In the coming weeks, courts will be handling a number of pandemic-related cases involving prisoners, and legislatures will be considering proposals to let large numbers of inmates leave confinement.
(Photo by Flickr user Jobs For Felons Hub, used under a Creative Commons license)
We know the cycle of recidivism in Philadelphia is particularly vehement.
This is a city where 65 percent of returning citizens wind up back in a cell. It’s a city where prisons currently house over 7,000 inmates, 60 percent of whom are incarcerated while awaiting trial.

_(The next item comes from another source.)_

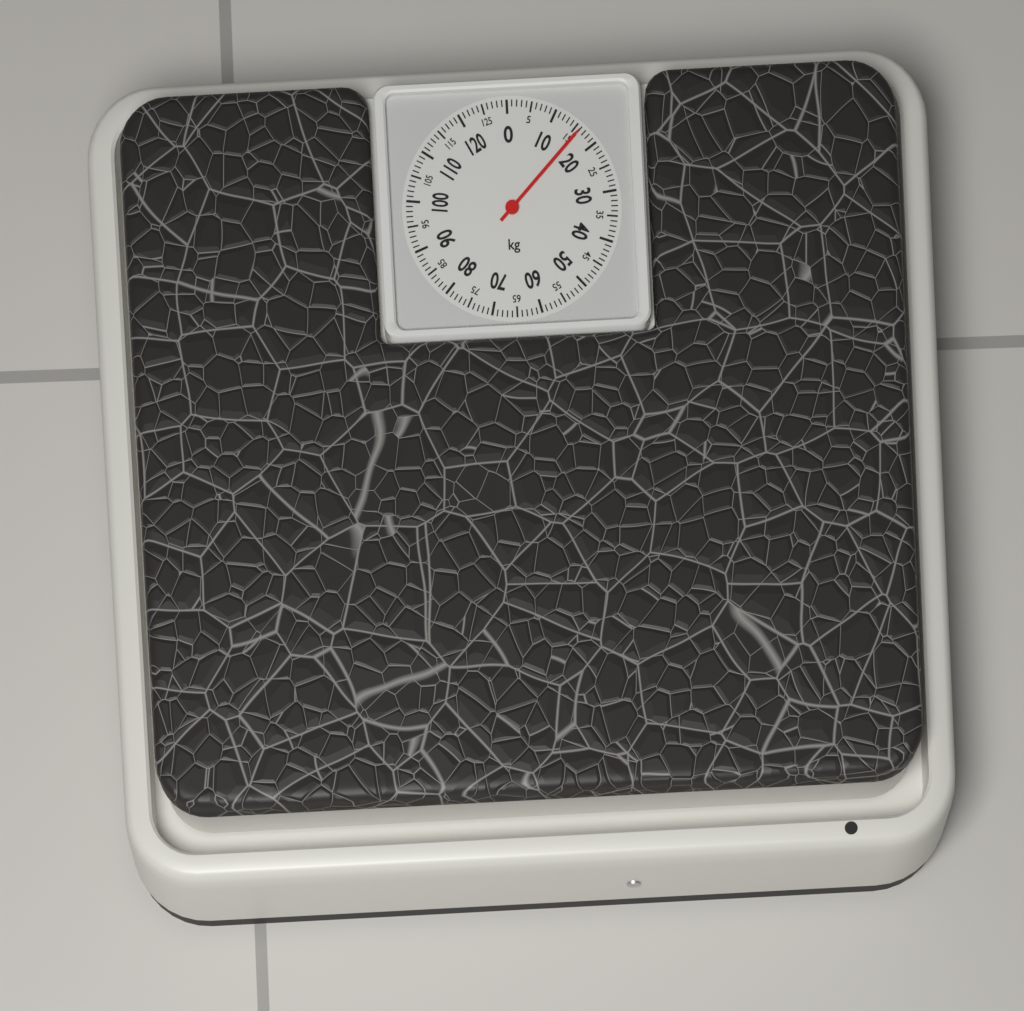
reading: 16 kg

A new study of inmates in a Texas prison by Penn Law discovered people who are incarcerated because they can’t afford to make bail after committing low-level, nonviolent offenses are 23 percent more likely to commit another misdemeanor.

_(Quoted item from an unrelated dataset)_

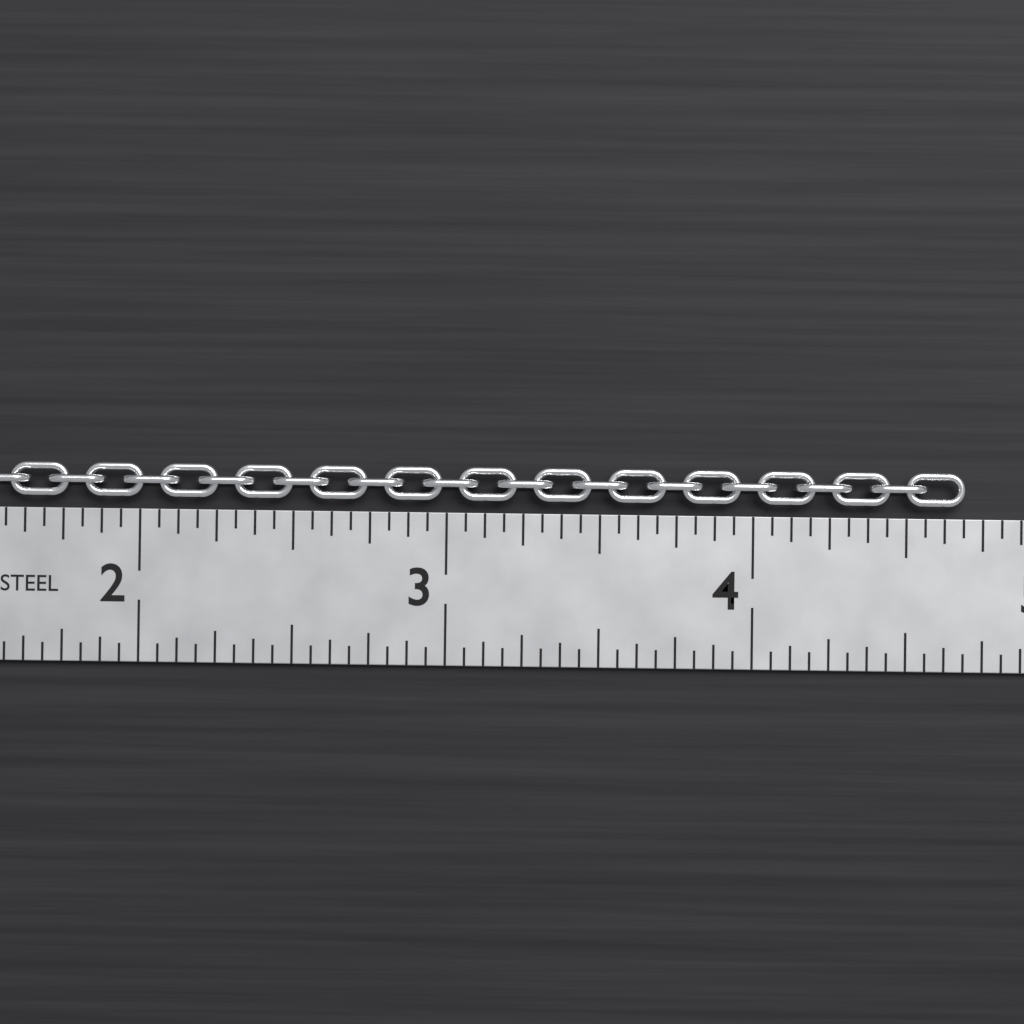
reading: 4.6875 in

Thirty percent, however, are more likely to commit a “more serious felony within 18 months of leaving jail,” reports WHYY.
It’s what local prison reform advocate El Sawyer calls the “pull of gravity” — reentrants often come home to environments where poverty reigns and their criminal histories render them unemployable. It’s why reentrants-turned-advocates like Sawyer and REDEEMED founder Bill Cobb are rolling up their sleeves and working in neighborhoods most affected by mass incarceration and the cycle of poverty.

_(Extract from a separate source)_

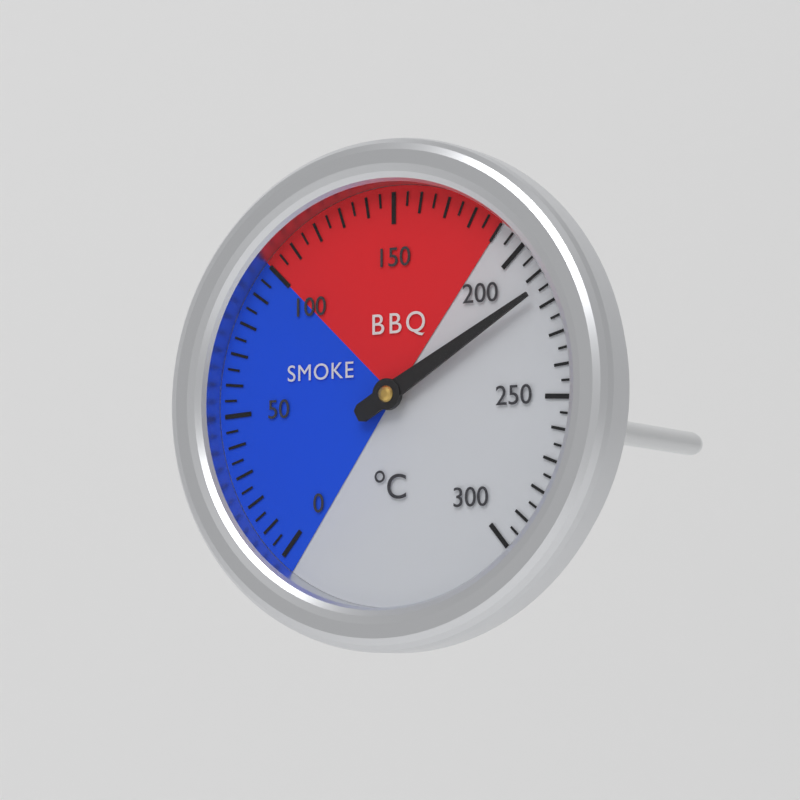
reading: 215 °C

Current policy that keeps low-level offenders without bail money incarcerated is driven more by money than it is public safety, said Pa. Secretary of Corrections John Wetzel last month.
But the study could soon be less relevant for future Philadelphia: The city is currently reforming its bail system in its MacArthur Foundation-funded effort to cut its prison population by a third.
And federal reform may be on the way, too: This weekend saw an announcement from the Department of Justice that it is “unconstitutional” to keep those who can’t make bail in jail, reports NBC News.